LATIN AMERICAN and Caribbean leaders warned of a “new imperialist onslaught” on Sunday during a summit in Venezuela.
Presidents and prime ministers from the Bolivarian Alliance for the Peoples of Our America (Alba) bloc met in the capital Caracas on the fourth anniversary of the late Venezuelan president Hugo Chavez’s death — and four months since the demise of Cuban revolutionary leader Fidel Castro.
The bloc, which comprises Cuba, Venezuela, Bolivia, Ecuador, Nicaragua and six small Caribbean states including Grenada, said the region was passing through a “crucial stage in its history.
“The democratic processes, led by governments, political forces and movements of the left, confront a new onslaught from imperialism, transnational capital and national oligarchies,” the final declaration warned.
“The decline of imperial hegemony, the impacts of the systemic international crisis and the fall in prices of our export resources, particularly hydrocarbons, bring new challenges.”
Noting that imperialism’s primary target was Venezuela’s Bolivarian revolution, the declaration called for the lifting of the recent “arbitrary” US sanctions against the country’s Vice President Tareck El Aissami.
The leaders condemned both neoliberalism — “the doctrine of plunder of all our peoples” — and the “conservative” reaction against it that has “reactivated fundamentalism, xenophobia, racism and militarism.”
Speaking to reporters, Cuban President Raul Castro accused the new government of his US counterpart Donald Trump of selfish commercial protectionism at the expense of Latin American exports and thousands of immigrants.
“The wall that they intend to raise on the Mexican border is an expression of such irrationality, not only against that country but against the whole region,” said Mr Castro.
“Poverty, migrants cannot be contained with walls, but with co-operation, understanding and peace.”
Mr Castro recalled that his late brother and predecessor Fidel “taught us to always resort to history, to be audacious and realistic.
“We bet on the political will to open opportunities for trade and investment.”
In a criticism clearly aimed at unelected Brazilian President Michel Temer, Alba accused right-wing parties across the region of using parliaments, courts and the media to destroy the democratic order that they are meant to defend.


Search the listing for the string "What" and copy every line that contains it.

§ Records for the task:
##############################

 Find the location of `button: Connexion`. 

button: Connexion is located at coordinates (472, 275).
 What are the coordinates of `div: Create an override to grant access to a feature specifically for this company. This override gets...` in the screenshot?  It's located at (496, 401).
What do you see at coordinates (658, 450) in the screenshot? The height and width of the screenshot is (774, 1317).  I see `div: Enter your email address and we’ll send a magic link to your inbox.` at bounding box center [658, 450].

##############################

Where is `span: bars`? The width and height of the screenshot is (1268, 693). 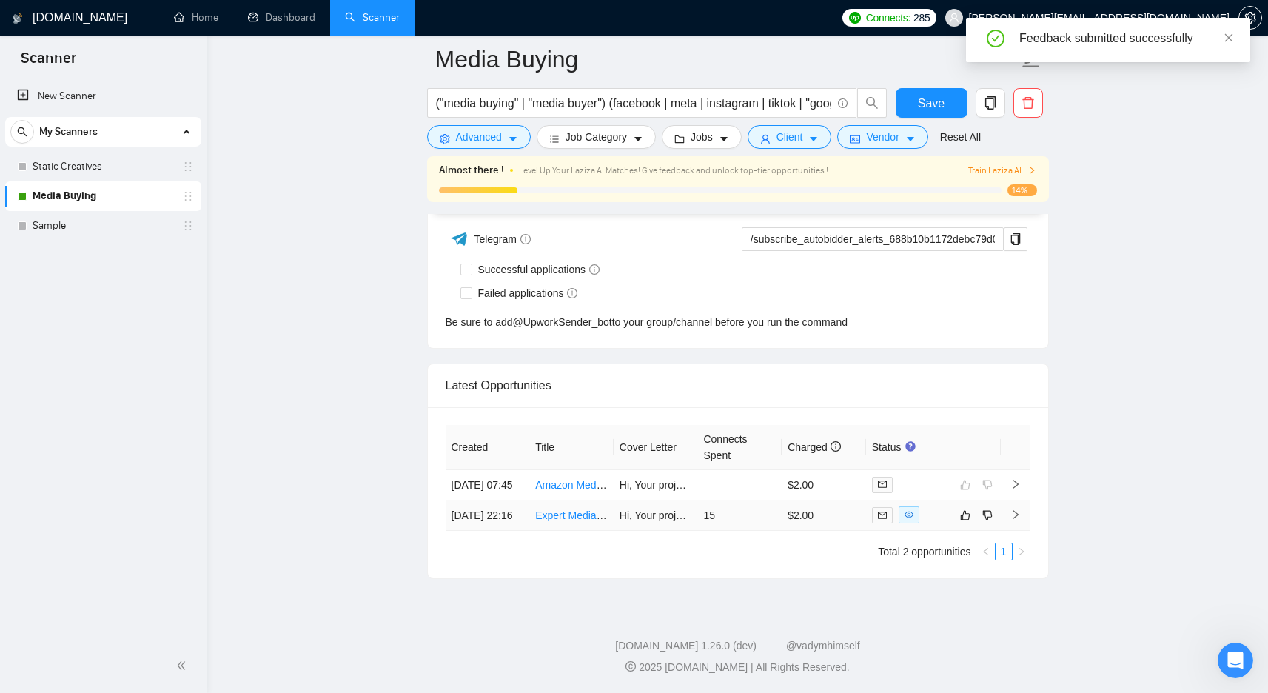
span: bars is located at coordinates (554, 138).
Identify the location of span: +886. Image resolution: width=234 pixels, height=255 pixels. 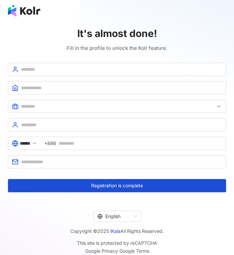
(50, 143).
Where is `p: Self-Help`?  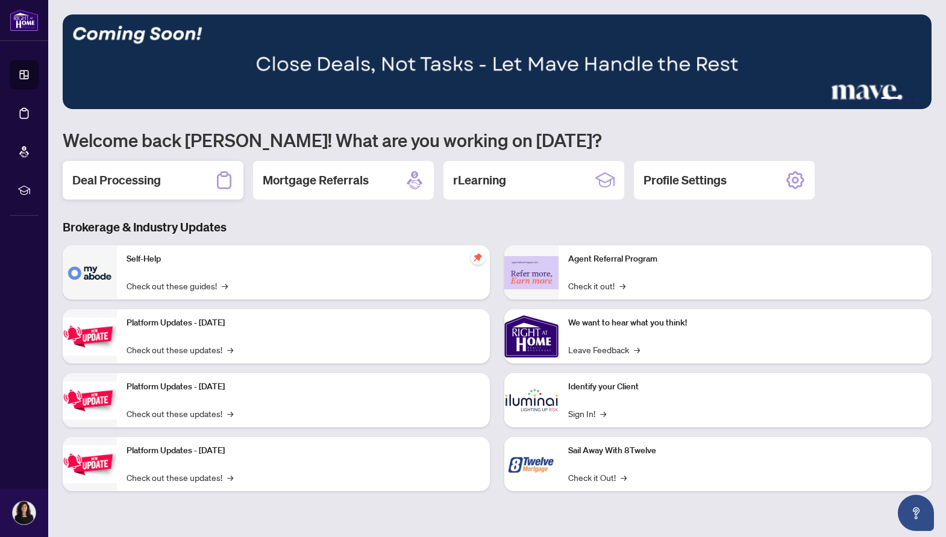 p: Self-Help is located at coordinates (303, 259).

##############################

§ Exercise result:
 What are the coordinates of `div: Create an override to grant access to a feature specifically for this company. This override gets...` in the screenshot?  It's located at (496, 401).
What do you see at coordinates (658, 450) in the screenshot? The height and width of the screenshot is (774, 1317).  I see `div: Enter your email address and we’ll send a magic link to your inbox.` at bounding box center [658, 450].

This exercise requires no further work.